Trading corporate life for culinary bliss

Today, I am the head pastry chef at Baked, an award-winning neighborhood bakery in Brooklyn, N.Y. My goal now is to one day own my own bakery. This is my second act.
Second Acts
Life is a work in progress. Sometimes the career path is a meandering adventure. Here, in her own words, Molly Marzalek-Kelly ’06 tells us about her road to happiness in our occasional ongoing series featuring alums who have rethought their ways forward.

For me, the “aha” moment wasn’t, “I want to quit my day job and be a baker;” it was, “I’m not happy here.” The work didn’t excite me, and I realized that your work should contribute to your happiness.

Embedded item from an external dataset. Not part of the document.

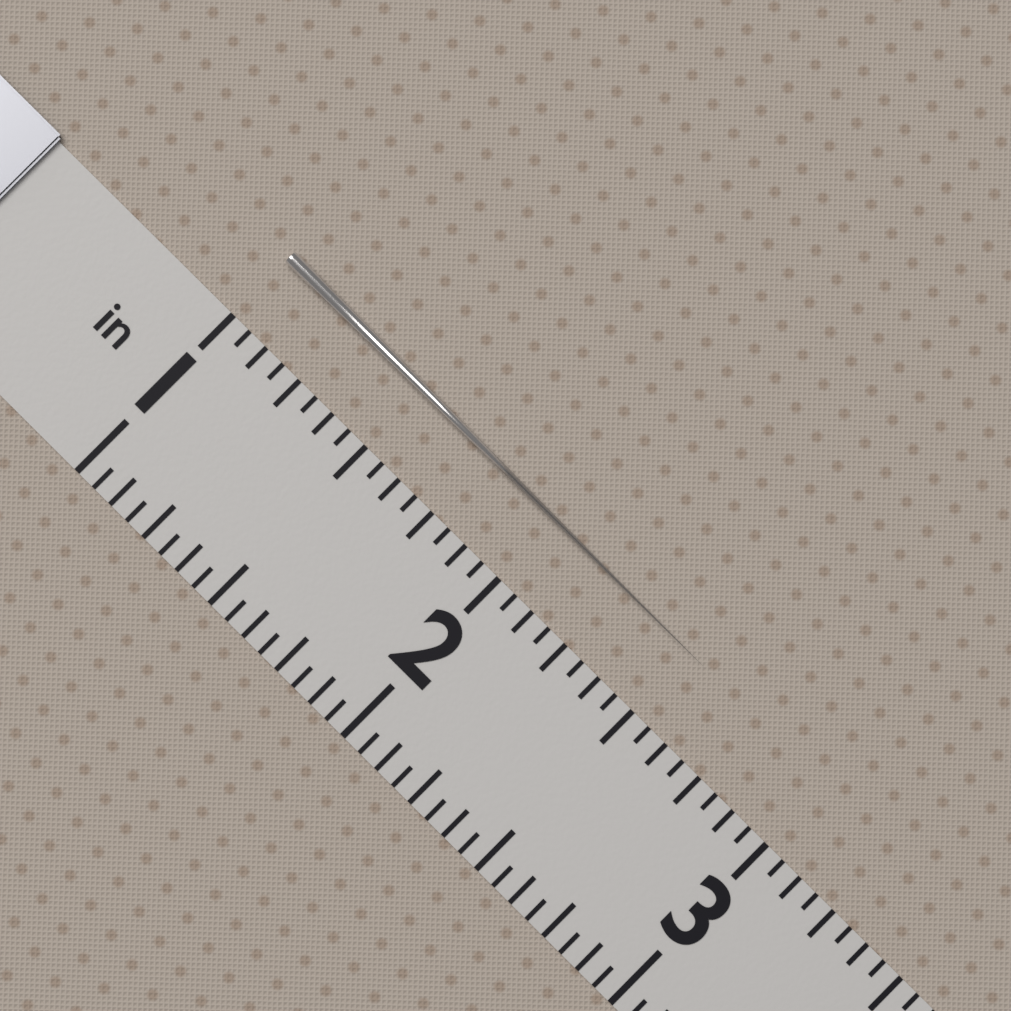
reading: 2.5625 in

So I enrolled at the International Culinary Center in SoHo while still working at the firm, received a degree in classic pastry arts, and said goodbye to my corporate life.

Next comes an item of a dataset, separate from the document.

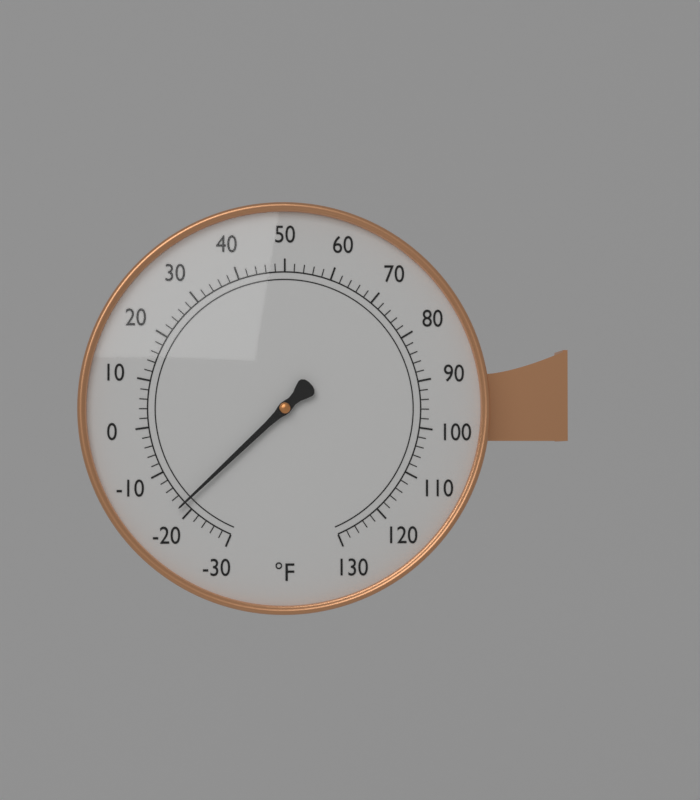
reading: -18 °F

My biggest struggle throughout the past few years was that I worried that my economics degree would be “wasted.” But now I know that no education is ever wasted. I apply all of my economics knowledge to my life running the bakery, paying attention to trends, customer demand, the cost of goods bought versus those sold, the fluctuation of ingredient prices, as well as analyzing and setting sales goals.
This fall marks four years since I switched gears, and it was one of the best decisions I’ve ever made. Going to work every day feels like a dream.
—Molly Marzalek-Kelly ’06
Have you staged a second act in your career?